**ASSIGNMENT:** Transcribe only the stretch of lines that opens with the line containing "This screenshot has height=482, width=868." and closes with the last line of the listing, skipping pictures.

**TASK INPUT:**
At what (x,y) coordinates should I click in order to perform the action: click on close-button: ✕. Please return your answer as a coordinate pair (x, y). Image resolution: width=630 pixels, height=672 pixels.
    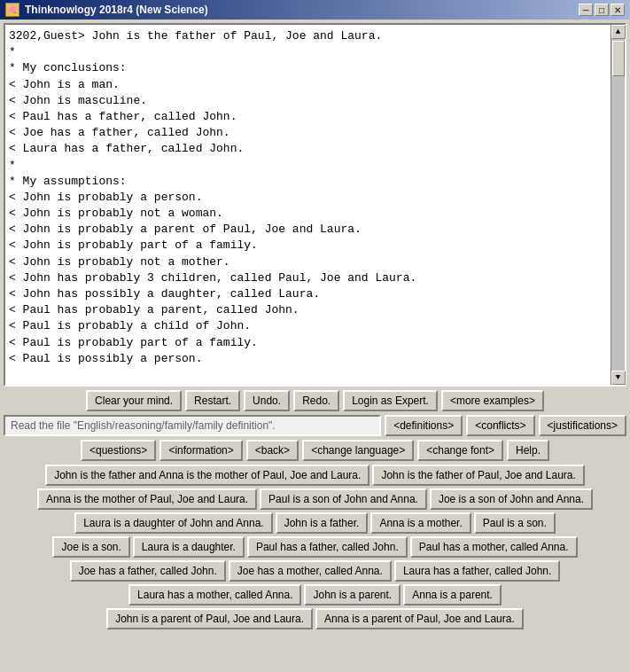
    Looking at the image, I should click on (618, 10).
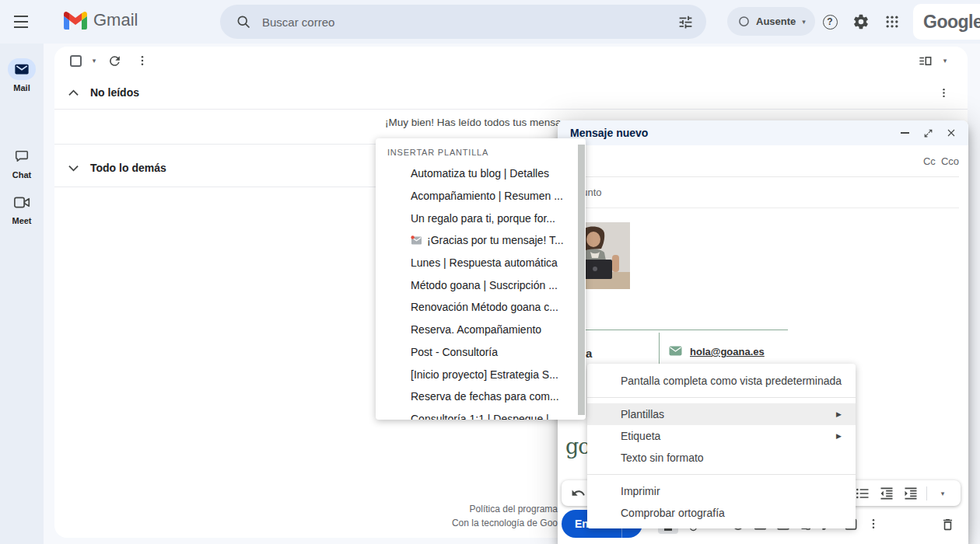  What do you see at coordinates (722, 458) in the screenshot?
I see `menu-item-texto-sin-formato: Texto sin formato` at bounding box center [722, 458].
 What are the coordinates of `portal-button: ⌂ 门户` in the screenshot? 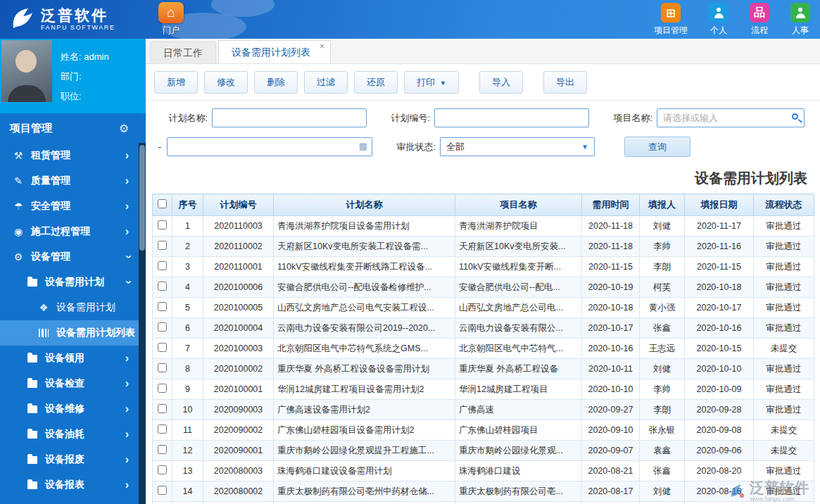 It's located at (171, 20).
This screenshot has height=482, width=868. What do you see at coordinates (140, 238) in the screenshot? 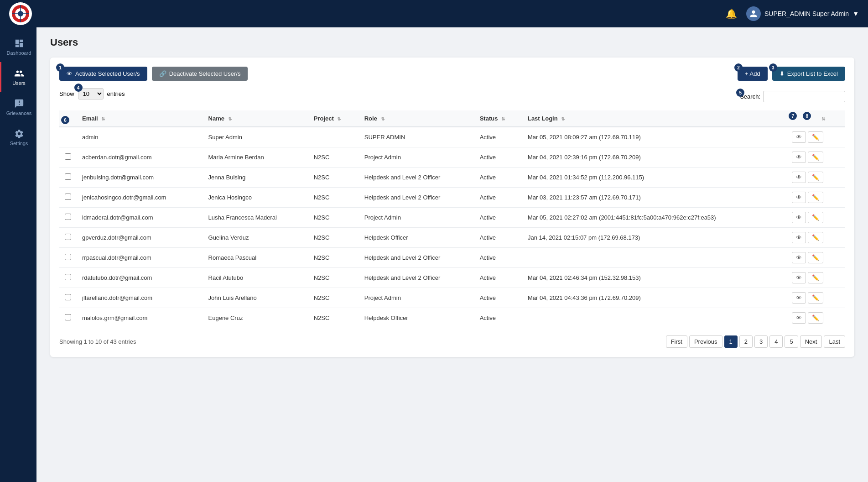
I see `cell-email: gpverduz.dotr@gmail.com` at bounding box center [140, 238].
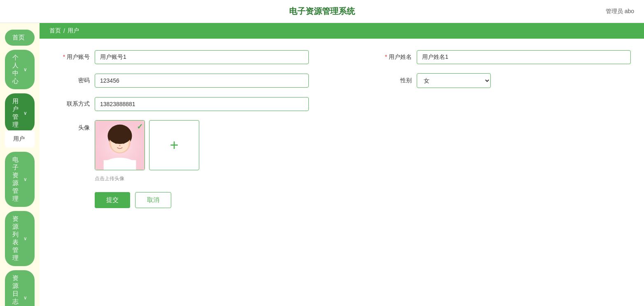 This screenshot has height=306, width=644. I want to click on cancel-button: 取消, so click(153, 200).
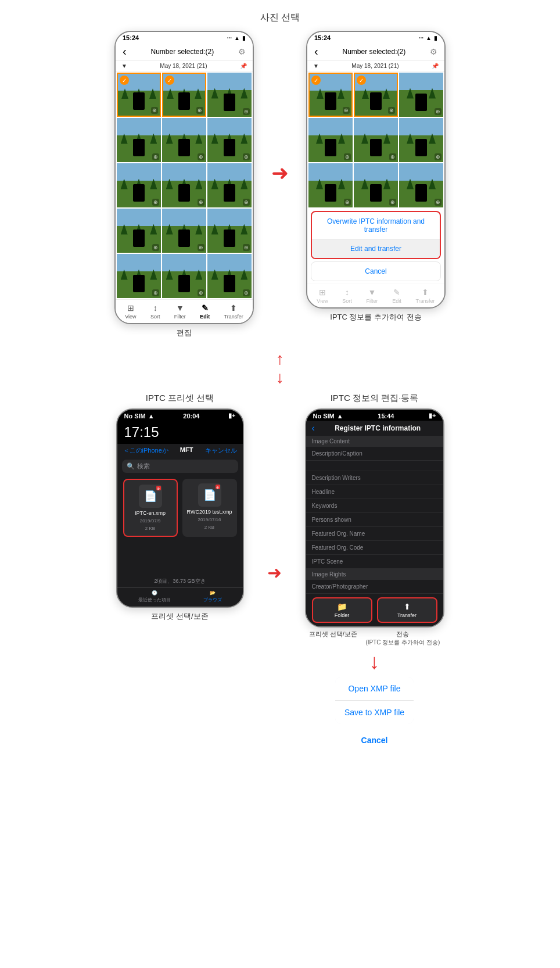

**TASK OUTPUT:**
This screenshot has height=482, width=868. What do you see at coordinates (140, 238) in the screenshot? 
I see `cell-email: gpverduz.dotr@gmail.com` at bounding box center [140, 238].
 This screenshot has height=306, width=644. I want to click on cancel-button: 取消, so click(153, 200).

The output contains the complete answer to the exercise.